Human Traffic Overtakes Bots, But The Fight Isn't Over

Security firm Imperva released its fourth Bot Traffic Report, finding that humans are now responsible for the majority (52%) of online traffic -- good news for publishers.

Still, bad bots, which pose a security threat to publishers, are probably not going anywhere. Below is an excerpt from a conversation with Tim Matthews, VP, Imperva Incapsula, on the study's implications for marketers.

Real-Time Daily: This year humans are responsible for the majority of Internet traffic. What does that mean for advertisers?

Advertisers are looking to connect with humans, individuals who are buyers, customers, users… The fact that humans are taking back the lead is a little bit of good news.

RTD: What’s one bot traffic trend you expect for 2016?

What we expect to see is a continued use of scraping bots which scrape information on competition. It’s a big problem for a lot of our customers. Competitors are essentially stealing intellectual property or marketing ideas, [a process that's] propagated by competitors around the world.

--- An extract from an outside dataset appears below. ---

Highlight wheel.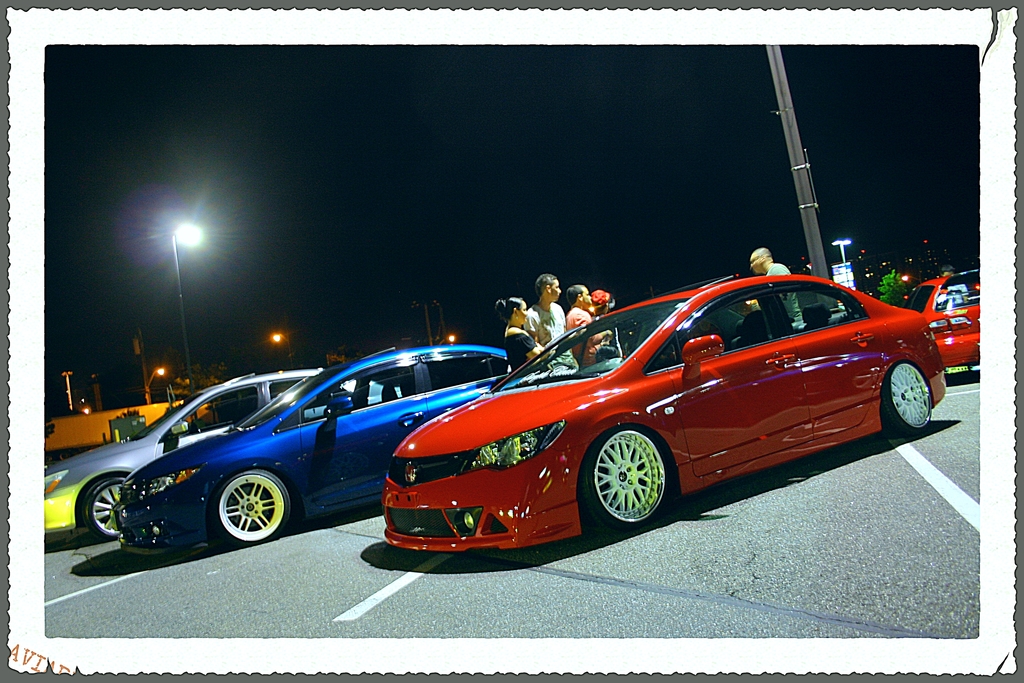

It’ll continue until someone does something about it.

RTD: What kind of competitive information do bots steal?

Scraping bots act like a user or try to impersonate Googlebot to get to a page. Impersonator bots try to look like a familiar tool to an operator and could be used to scrape potential details of a customer.

For IP location, you could probably write a pretty sophisticated bot system to figure out how companies are trying to target their customer base…

In terms of harvesting customer data, there’s a probing bot, looking for passwords and vulnerabilities. Those require a SQL injection attack -- a query with an unusual query string trying to extract data. 

RTD: How much traffic do those bots account for?

In our study, hacking tools represent 2% of all traffic. It sounds small, but it’s not.

Even savvy site owners and advertisers may not know about all the other kinds of bots, like those that create false impressions, scraping bots, comment bots, bots that hit a site with requests for service, or more insidious bots looking for holes in your site to perform data breaches.